Director Douglas Mackinnon, whose credits include “Doctor Who,” “Sherlock” and Neil Gaiman’s “Good Omens,” still recalls the moment he realized that London was no longer the center of the universe in terms of U.K. film and high-end TV production.
He was in his native Scotland, where he was directing a few episodes of “Outlander,” when one of the show’s executives asked what he was planning to do next. “I said, ‘I’ll probably head off to London like usual and look for work.’ And she said, ‘Oh, I’ve never been to London.”
“As someone whose entire life has been kind of run by London in one form or another […] the idea that an exec had never even been to London and was working on one of the biggest shows in the world,” he says. “I just went, alright, okay, that means we don’t have to go there anymore if we want to.”
“I kind of mentally crossed the Rubicon.”
Just six or seven years ago the idea would have been unthinkable. But today, Scotland is living through a film and TV boom, one that is also evident in the lineup at the Edinburgh International Film Festival, which features two world premieres: documentary “Prince of Muck” and “The Road Dance.”
As for Mackinnon, alongside long-time collaborator Gaiman he will soon be working on two series simultaneously for Amazon, “Good Omens,” which is shooting in Bathgate, and “Anansi Boys,” which will be moving into Edinburgh’s brand-new First Stage Studio facility in Leith.
The studio, run by producer Bob Last (“The Illusionist”) and actor/director Jason Connery (son of Bond star Sean Connery), opened in March 2020 with funding from the Scottish government. It is currently hosting “The Rig,” another Amazon Prime production from first-time Scottish writer David Macpherson.
Meanwhile, “Outlander” continues to shoot at the 200,000 square feet Wardpark Studios, between Glasgow and Edinburgh.
“Scotland’s kind of really accelerated in the last couple of years,” says Isabel Davis of Screen Scotland. “What we’re now seeing is, if you like, the constellation of facilities across what’s called the central belt of Scotland, the bit between Edinburgh and Glasgow.”
And with Amazon investing so heavily in Scottish production, rumors that its “Lord of the Ring” series is set to shoot in the country when it leaves New Zealand are also swirling. (Davis declined to comment on where the show might be heading in the U.K.).
Rosie Ellison, of Film Edinburgh, says Scotland’s production wave started with Disney. In 2017, the studio filmed “Avengers: Infinity War” and “Avengers: Endgame” back-to-back in Scotland (“Infinity War” in Edinburgh and “Endgame” in the Scottish Borders). “I think that really puts us on the map in terms of being able to accommodate massive productions,” says Ellison.
The House of Mouse was swiftly followed by Universal, who spent almost two weeks shooting “Fast & Furious 9” in the capital city. And with U.K. film and high-end TV production booming more generally (the BFI recorded a spend of £1.19 billion ($2.23 billion) for the final quarter of 2020, which is expected to be eclipsed in 2021), it’s no surprise that studios and streamers are looking beyond London and the South.
“Crew, locations, studios, money,” Ellison reels off as the reasons Scotland is attracting so much interest.
Davis agrees that “Scottish crews are second to none” and the country offers a plethora of locations – from Edinburgh’s gothic streets to Glasgow’s gritty tower blocks to the Highlands’ glorious vistas – as well as a host of studio space, including the recent redevelopment of Glasgow’s Kelvin Hall to house a new £12 million production city, which has just hosted high-end prison drama “Screw.”
“Our locations are incredibly versatile, and we can double for huge numbers of landscapes for further afield and indeed countries around the world,” says Davis.
As if to underscore her point, crews for both “Good Omens” and “Anansi Boys” are constructing London sets in their respective studios. “We’re building Soho in Bathgate and we’re building Brixton in Leith,” says Mackinnon.
Scotland also benefits from the U.K.’s generous tax relief as well as providing its own finance via a local talent production fund and a production growth fund.
For Davis, the goal now is as much to nurture Scotland’s creative talent in addition to facilitating outside productions. “We know that Scotland has the creative firepower to be originating its own work,” she says. “And that’s the part of the economy that we want to see side by side with the flourishing service industry.”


**What is needed:**
The expected answer is every line of the material that contains the word "Image".

**Provided data:**
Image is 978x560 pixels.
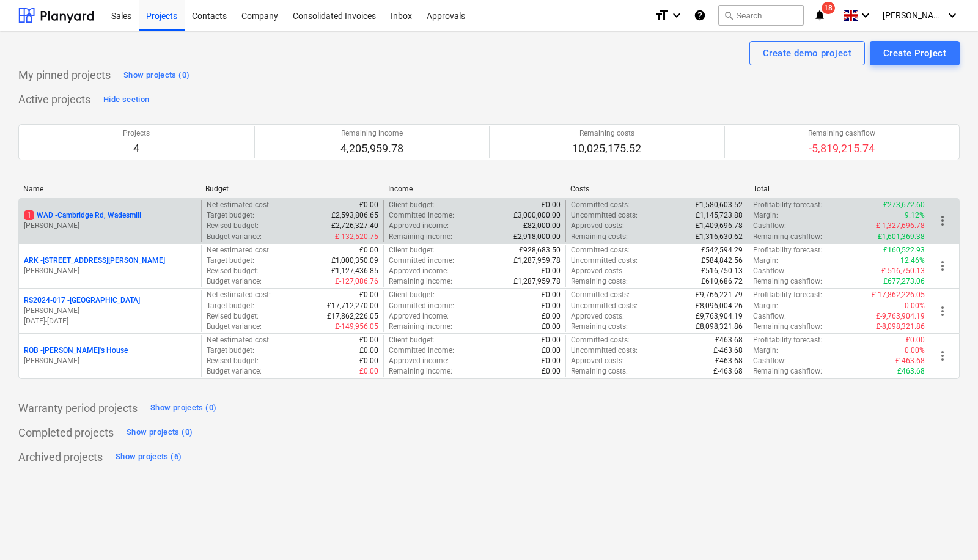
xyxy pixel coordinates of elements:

* * *

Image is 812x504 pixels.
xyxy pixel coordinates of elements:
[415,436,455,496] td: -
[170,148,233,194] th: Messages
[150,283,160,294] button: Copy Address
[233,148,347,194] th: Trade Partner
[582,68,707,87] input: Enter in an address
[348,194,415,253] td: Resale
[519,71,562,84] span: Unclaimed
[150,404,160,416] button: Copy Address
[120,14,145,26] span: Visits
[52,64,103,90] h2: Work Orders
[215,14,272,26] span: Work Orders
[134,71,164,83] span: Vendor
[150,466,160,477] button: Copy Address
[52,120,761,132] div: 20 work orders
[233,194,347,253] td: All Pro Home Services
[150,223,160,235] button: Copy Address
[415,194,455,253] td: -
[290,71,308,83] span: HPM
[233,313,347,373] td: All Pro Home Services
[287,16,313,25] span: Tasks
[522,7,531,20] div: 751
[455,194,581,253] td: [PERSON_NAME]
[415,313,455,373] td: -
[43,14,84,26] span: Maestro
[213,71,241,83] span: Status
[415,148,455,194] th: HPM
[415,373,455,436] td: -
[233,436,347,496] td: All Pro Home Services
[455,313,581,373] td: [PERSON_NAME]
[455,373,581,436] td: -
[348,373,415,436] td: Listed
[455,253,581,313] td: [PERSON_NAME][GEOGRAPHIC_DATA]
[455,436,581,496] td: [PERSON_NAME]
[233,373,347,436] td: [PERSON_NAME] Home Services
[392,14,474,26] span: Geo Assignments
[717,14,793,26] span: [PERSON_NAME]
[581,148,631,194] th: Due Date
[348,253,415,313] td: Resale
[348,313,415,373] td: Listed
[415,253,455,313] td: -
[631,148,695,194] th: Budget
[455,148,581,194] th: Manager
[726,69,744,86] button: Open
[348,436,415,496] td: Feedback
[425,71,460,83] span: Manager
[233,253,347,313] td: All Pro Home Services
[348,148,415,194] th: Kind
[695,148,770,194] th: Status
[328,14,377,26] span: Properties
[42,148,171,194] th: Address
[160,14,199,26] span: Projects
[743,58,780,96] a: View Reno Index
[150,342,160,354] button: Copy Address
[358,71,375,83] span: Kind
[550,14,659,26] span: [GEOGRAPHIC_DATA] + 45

**Solved exercise:**
Image is 978x560 pixels.
Image is 812x504 pixels.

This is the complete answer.